Search engines, other than a few big companies. The big web search engines are wonderful things, and Amazon has a fine search engine. But otherwise, if a web site --- a university, a company, a government agency --- has its own individual web search engine, you're almost always better off ignoring the fact and using Google with a specification of the site. I swear to God that the search engine at BarnesAndNoble.com was built and is maintained by saboteurs from Amazon. You would think there would be all kinds of really good site-specific and domain-specific search engines.
[A minor mystery, by the way, is why Google search itself (I haven't tried the other major search engines) is so erratic for search with quoted phrases. The number of "results" that it claims are often orders of magnitudes larger than the actual number of results it finds, and its coverage can be spotty. You would think that if you give it a quoted phrase with the specification "site:gutenberg.org", that it could find you all the instances of the quoted phrase in Gutenberg --- that seems as though it should be fairly straightforward. But demonstrably it doesn't.]
Computer security. Why in God's name has the computer world been so much more focused on adding cutesy features to programs that already are way overburdened with cutesy features instead of making sure that they are safe? And who thought that it was anything other than insane to put a lot of Things on the Internet, until these kinds of issues had been worked out?
Cryptocurrency. I'm not even going to start on that.
The non-impact of AI on cognitive science and epistemology. There's been some positive impact. In cognitive psychology, computational models of mind are respectable, which is a good thing. AI has been a boon to corpus linguistics and to certain kinds of large-scale analysis. A lot of math exists in formalized form online.

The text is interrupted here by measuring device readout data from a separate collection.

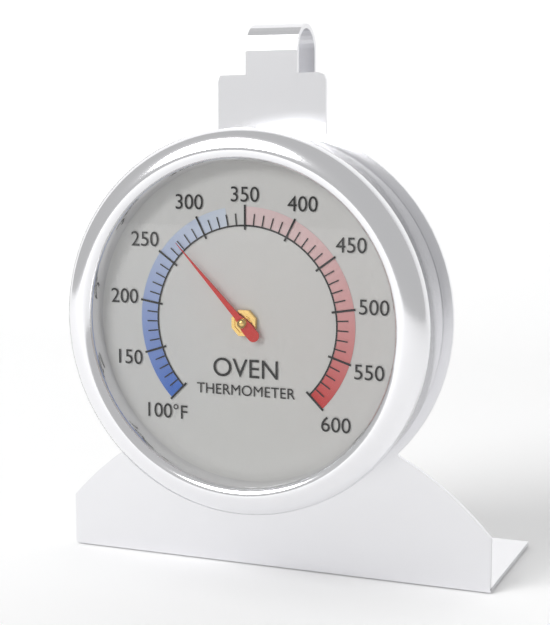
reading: 270 °F
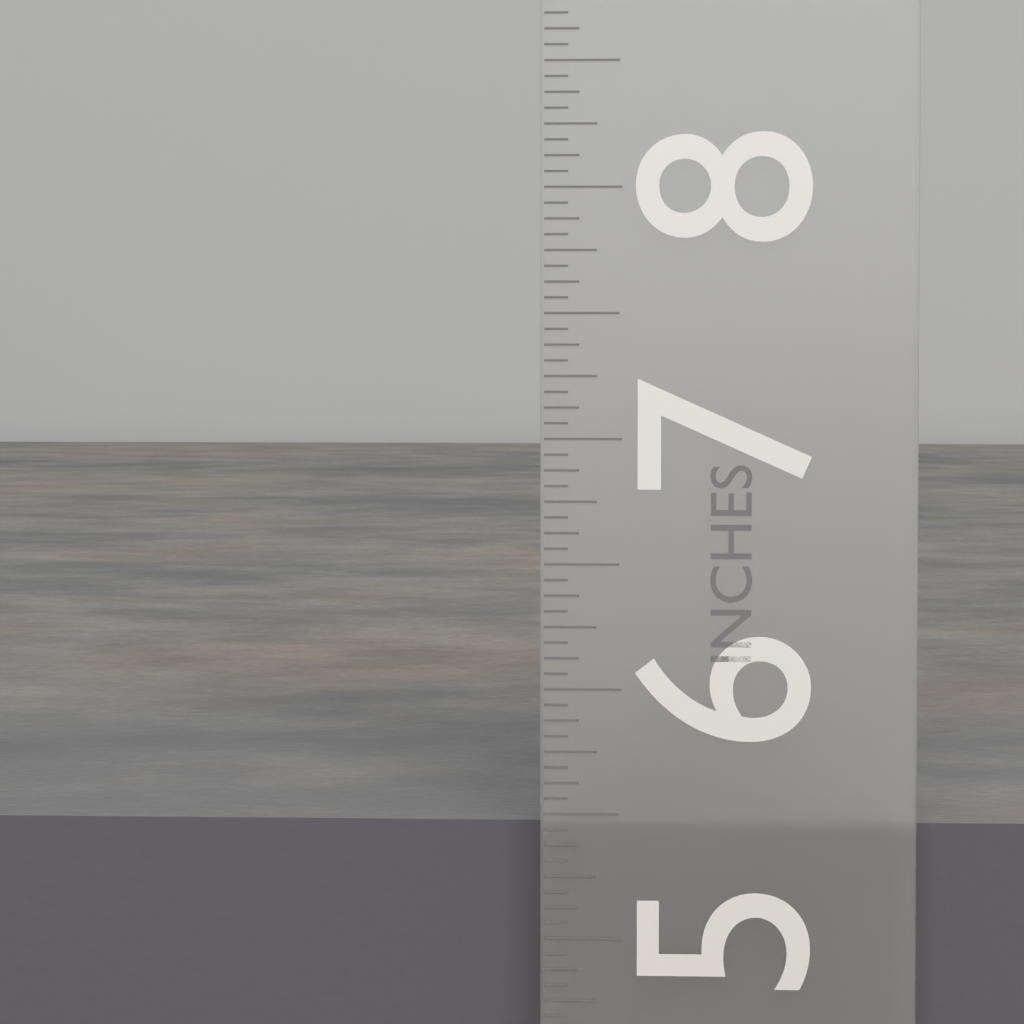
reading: 5.4375 in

But 40 and 50 years ago, our hopes for that were much larger. We thought that having actual tools at hand would allow us to flesh out Carnap's project and tie all of scientific theory, experiment, observation, and ordinary experience, and actually build a theory of science comparable to what Whitehead and Russell started for math. We thought that computational tools would allow us to tie together the many different features of language, and see how form, function, and denotation all fit together into a wonderful whole. We thought that computational analysis of learning would allow us to solve the philosophical problem of induction. We thought that AI would progress hand in hand with cognitive psychology and that AI programs would be natural places to test out the sufficiency of cognitive models. (My own jaundiced view is that the specifics of computational models have been more misleading than helpful in cognitive psychology, but I may be succumbing to the narcissism of small differences there.) Little of that, comparatively, has happened, and it seems to me that current trends in AI give no reason to expect that it will ever happen. If things continue on their current track, we may end up attain human-level AI without gaining any significant insights into language, science, rationality, or human cognition.